Monorhombal Edge Rhombified Polyhedra

This class of polyhedra is generated by replacing each edge of the original polyhedron by a rhombus.  This breaks the planarity of the original faces, which is then addressed by replacing each of the original faces with a compound of triangles surrounding a central polygon.   The resulting figure is then relaxed so that all edge lengths are equal.   All faces other than the rhombi are then regular polygons.  Emphasis is then placed on finding examples where the rhombi are alike, i.e. face-transient.  A fuller term for these could then be 'monorhombal edge rhombified polyhedra'.

1. Isotoxal Uniform Polyhedra

If the process is successfully applied to an edge-transient (or 'isotoxal') uniform polyhedron, the resulting polyhedron automatically has all the rhombi face-transient.  The process has been successfully applied to a number of the Platonic, Kepler-Pionsot and quasiregular uniform polyhedra (including the ditrigonals).  However in the case of the deltahedra  the resulting figure is always degenerate as the complex of four triangles on each original face is already regular and the rhombi relax to a width of zero.  The hemihedra also do not appear to permit this process.   

There appears to be only one solution per source polyhedron.  In some cases the distortion from the original polyhedron is quite pronounced.  In the table below, the images link to the edge rhombified polyhedra, the names underneath to the original uniform polyhedra.


ERcube
E.R. Cube
See Note 1
ERdoe
E.R. Dodecahedron
See Notes 1 2 and 3
ERgid
E.R. Great Icosidodecahedron
('gid')
ERsissid
E.R. Small Stellated Dodecahedron
('sissid')
ERgissid
E.R.Great Stellated Dodecahedron
('gissid').  See Notes 2 and 4.
ERco
E.R.Cuboctahedron

ERid
E.R. Icosidodecahedron
See Notes 2 and 5
ERdod
E.R. Dodecadodecahedron

ERgad
E.R.Great Dodecahedron ('gad')

ERditdid
E.R.Ditrigonal Dodecadodecahedron
('ditdid')
ERsidtid
E.R.Small Ditrigonal Icosidodecahedron
('sidtid')
ERgidtid
E.R.Great Ditrigonal Icosidodecahedron
('gidtid')

Notes:
1. Only the cube and dodecahedron produce convex monorhombal edge-rhombified polyhedra.
2. The rhombi in these polyhedra have an acute angle of acos(0.6), i.e. the same angle as is present in the Pythagorean 3-4-5 triangle.
3. This polyhedron is closely related to the rhombic enneacontahedron.  Stellate it by adding pyramids over the pentagons such that the adjacent triangular faces become quadrilaterals, and then relax it such that they become rhombi.
4. The E.R.gissid required retrograde rhombi before it would relax, this is the only such case.   The rhombi are otherwise the same shape as the edge-rhombified dodecahedron.
5. The relaxed rhombi have an acute angle of 72 degrees.  The resulting figure is made of sections of icosidodecahedra and icosahedra connected by these rhombi.

2. Other Polyhedra

The duals of the semi-regular polyhedra, i.e. the rhombil dodecahedron and the three rhombic triacontahedra are also isotoxal.
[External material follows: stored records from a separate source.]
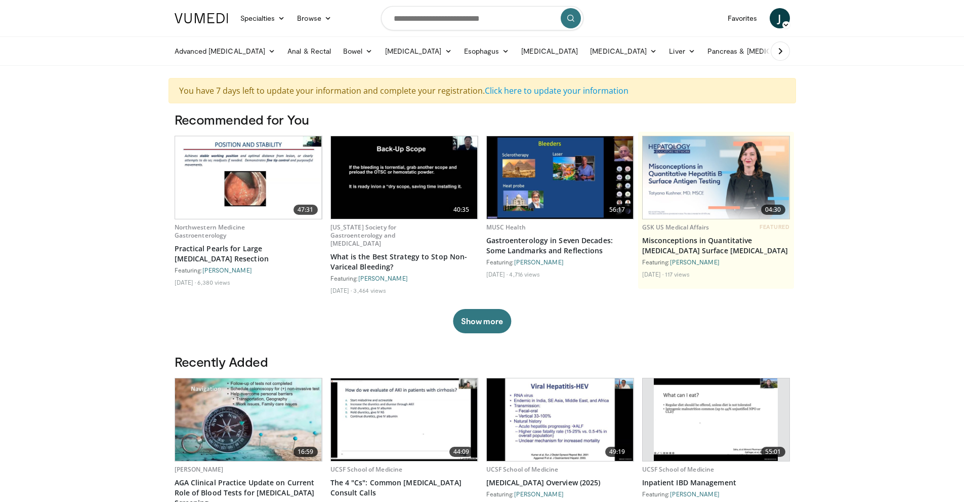  What do you see at coordinates (370, 290) in the screenshot?
I see `li: 3,464 views` at bounding box center [370, 290].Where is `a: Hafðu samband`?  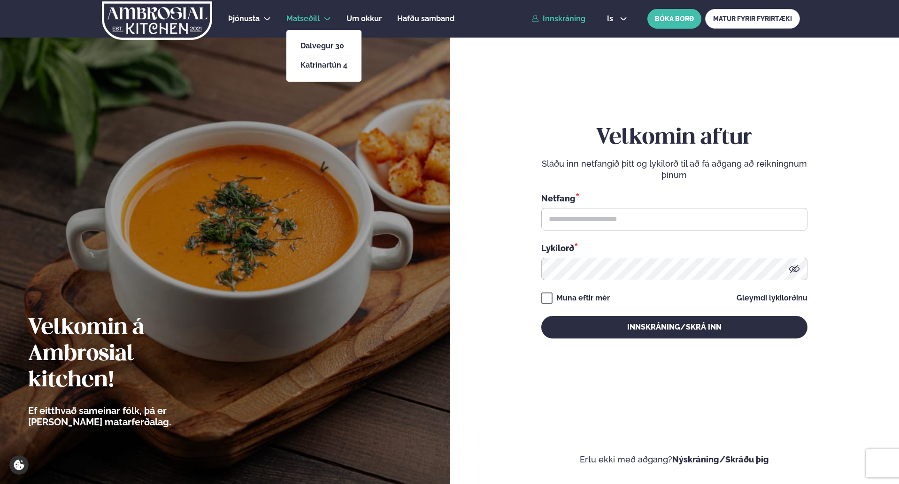
a: Hafðu samband is located at coordinates (426, 19).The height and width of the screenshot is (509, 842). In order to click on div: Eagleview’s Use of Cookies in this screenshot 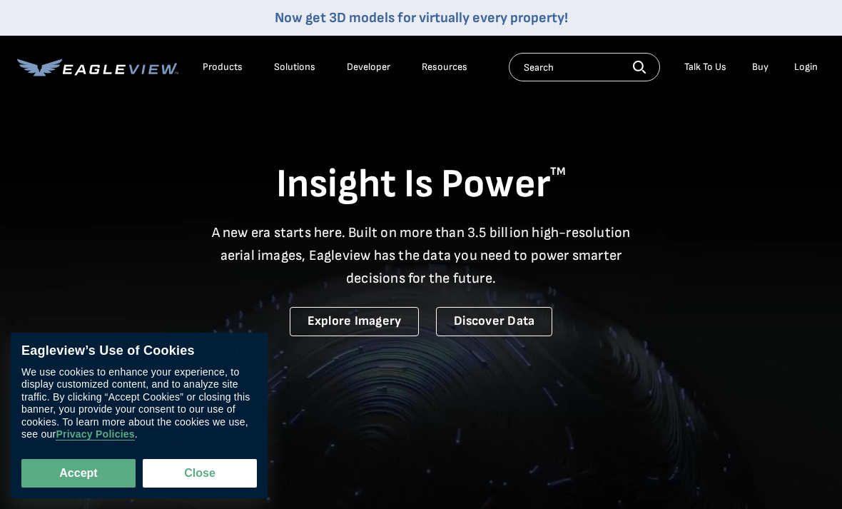, I will do `click(139, 351)`.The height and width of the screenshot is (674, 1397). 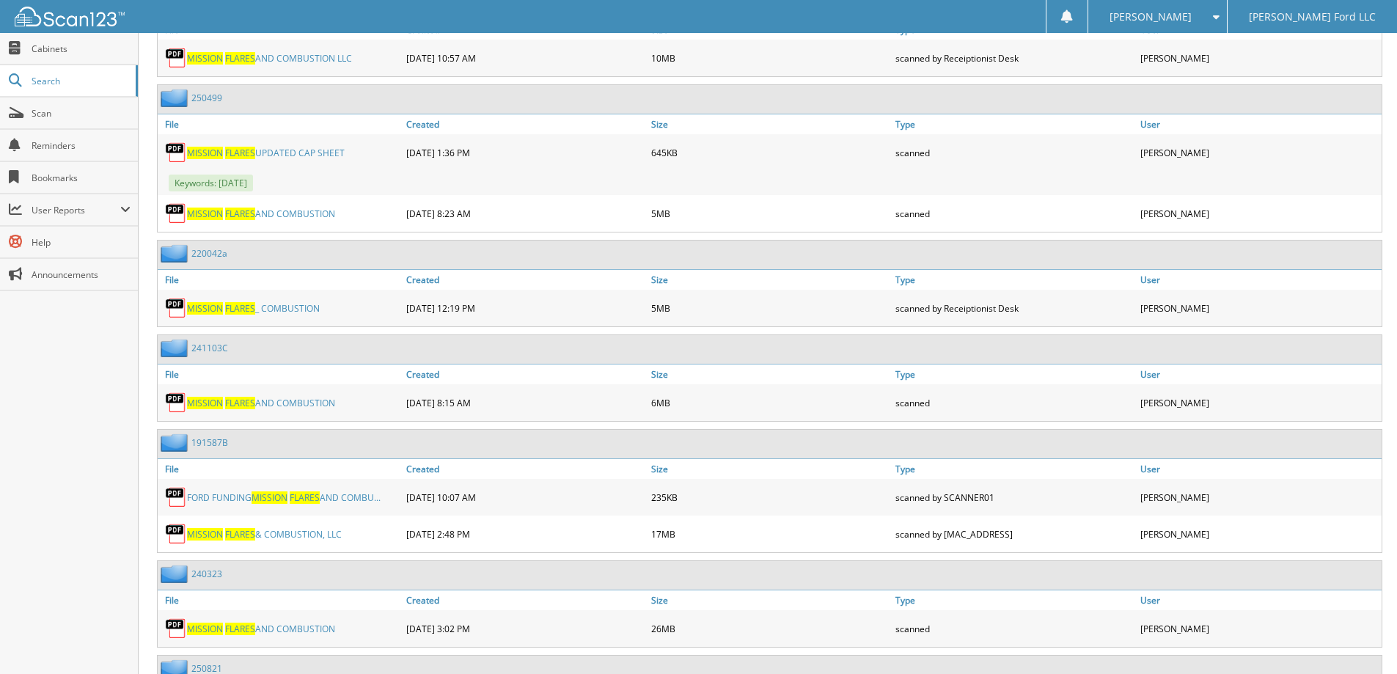 What do you see at coordinates (284, 497) in the screenshot?
I see `a: FORD FUNDINGMISSION FLARESAND COMBU...` at bounding box center [284, 497].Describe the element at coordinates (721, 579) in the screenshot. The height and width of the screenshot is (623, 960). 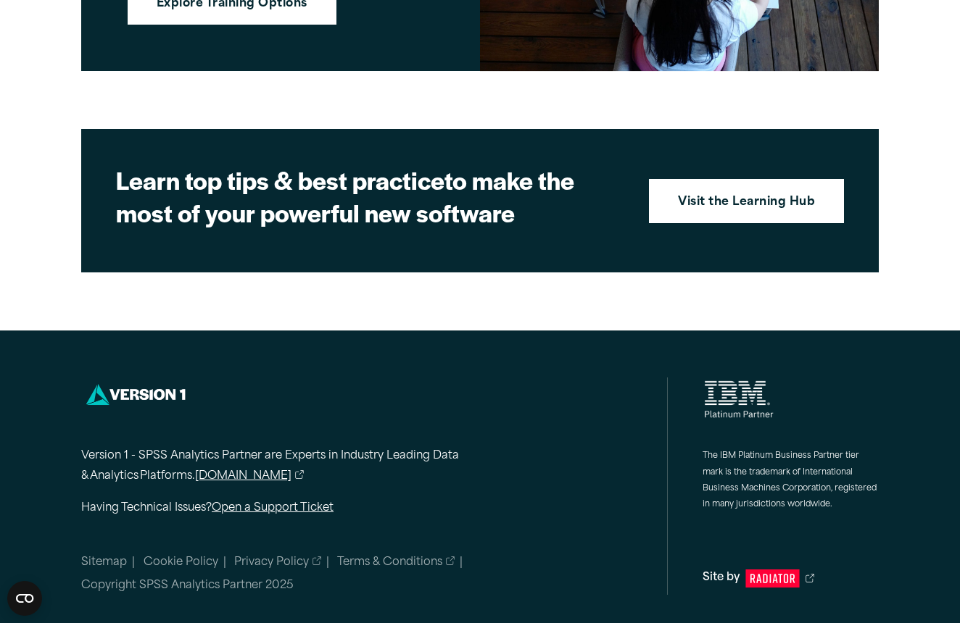
I see `span: Site by` at that location.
Given there are two distinct sets of vertices in each of these, it was not clear in advance that the rhombi would relax successfully but they did so with each of the original rhombic faces replaced by a complex of a square and four triangles.


ERrh12
E.R. Rhombic Dodecahedron

ERrh30
E.R. Rhombic Triacontahedron
ERgrh30
E.R. Great Rhombic Triacontahedron
ERmrh30
E.R. Medial Rhombic Triacontahedron

Further Resources

3D models of all the figures on this page are available here. This file contains VRML (*.wrl), *.OFF,  Stella (*.stel) and HEDRON input (*.txt) files.

Credits

This paper was made possible using Robert Webb's excellent Great Stella program (www.software3d.com).  Thanks are due to Roger Kaufman for his VRML2OFF utility, and to Scott Vorthmann for his VRML Revival project.

All VRML files were generated using Great Stella and post-processed with VRML2OFF and HEDRON.